A lawsuit filed by a major U.S. pension fund against executives and directors of Wal-Mart Stores, Inc. marks the latest chapter in the fallout from the companys alleged bribery scheme in Mexico, detailed last month in an investigation by The New York Times.
The suit, a derivative action filed in the Delaware Court of Chancery, hails from the California State Teachers Retirement System, the second-largest pension fund in the country and a Wal-Mart stockholder to the tune of more than 5.3 million shares.
As a derivative action, the plaintiffs are suing company officials on behalf of the company itself; any recovery would be returned to the company. In a statement, CalSTRS said it is seeking corporate governance reform and "truly independent directors who will set the right tone from the top in the wake of the Times article.
The suit names 27 company officials past and present as defendants, including company president, CEO, and board member Michael Duke; former president and CEO, and current board member H. Lee Scott Jr.; and Eduardo Castro-Wright, the ex-CEO of Wal-Marts subsidiary in Mexico.

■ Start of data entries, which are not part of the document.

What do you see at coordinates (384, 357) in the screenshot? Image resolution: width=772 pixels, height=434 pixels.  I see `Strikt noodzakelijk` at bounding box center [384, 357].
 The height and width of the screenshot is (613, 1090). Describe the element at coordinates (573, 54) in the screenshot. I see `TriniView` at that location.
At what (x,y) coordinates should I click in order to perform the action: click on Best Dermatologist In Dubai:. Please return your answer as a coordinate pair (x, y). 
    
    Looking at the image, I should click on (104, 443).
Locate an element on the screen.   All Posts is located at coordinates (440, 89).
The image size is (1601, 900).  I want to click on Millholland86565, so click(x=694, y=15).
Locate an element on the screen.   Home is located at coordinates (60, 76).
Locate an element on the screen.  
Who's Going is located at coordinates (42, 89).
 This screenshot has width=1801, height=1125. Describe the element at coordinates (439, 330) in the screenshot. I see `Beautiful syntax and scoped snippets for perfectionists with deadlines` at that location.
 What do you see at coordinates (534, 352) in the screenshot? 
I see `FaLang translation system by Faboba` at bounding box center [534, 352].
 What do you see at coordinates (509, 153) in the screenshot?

Former Wal-Mart general counsel Thomas Mars, currently executive vice president and chief administrative officer for Wal-Mart Stores U.S., along with Thomas Hyde, the companys former executive vice president for legal and corporate affairs, were also named as defendants.
The CalSTRS claim [PDF] arises from highly credible allegations of rampant corruption at the Companys largest foreign subsidiary, according to the suit, as a result of which the Company now faces the combined scrutiny of the Department of Justice and the Securities and Exchange Commission, as well as potentially hundreds of millions of dollars of liability for violations of the Foreign Corrupt Practices Act of 1977 . . .
Wal-Mart did not respond to a request for comment.
On Friday, the California pension systems CEO, Jack Ehnes, said the allegations of widespread bribery in Mexico could well be the Fortune 100 version of Watergate, Reuters reported.
The litigation is an unusual move for CalSTRS, which has never filed a derivative action before.
Given that the shareholders are essentially asking the court to disqualify the board of directors, which in this instance would be replaced by the shareholders, we are dealing with something a little extraordinary, says Columbia Law School professor and corporate governance expert John Coffee.
What makes the claim at least colorable is that Wal-Mart appears to have known about Mexican bribery since at least 2006, he adds.
But the critical first hurdle in any derivative action is whether the court decides that the board can even be disqualifiedknown as excusing demand on the board.
Whether demand is excused is usually the make-or-break question in a derivative action, Coffee says.
The Delaware court has a long history of being fairly protective of directors and officers in derivative litigation, Coffee explains. Delaware is very cautious and very reluctant to excuse demand in the case of publicly held corporations.
Delaware has a special mechanism for excusing demand, with derives from Aronson v. Lewis (1984). Under Aronson, plaintiffs must either show that the board of directors is not disinterested or not independent, or raise a reasonable doubt that the boards conduct was not justified by the business judgment rule.
Coffee notes that the last major case in which the court excused demand was that of American International Group, Inc. [PDF], and the companys former chairman and CEO Hank Greenberg, in 2009.
Coffee says that it would also be possible for the board to appoint several directors, who are clearly independent, to a special committee. That committee could recommend dismissal of the action. That allows the corporation a second line of defense, he says.
Ultimately, its up to the court to choose whether or not to accept a recommendation from a special committee.
In most circumstances, derivative actions almost never go to trial, Coffee adds. They tend to go to settlement insteadparticularly when theres a potential for facts to emerge that could impact a criminal investigation. In the Wal-Mart case, there is a real prospect of criminal enforcement, says Coffee.
Charles Elson, the director of the Weinberg Center for Corporate Governance at the University of Delaware, points out that while derivative suits historically dont fare all that well in Delaware, CalSTRS makes for a well-known and well-respected plaintiff.
That gives some weight to the claim, he says.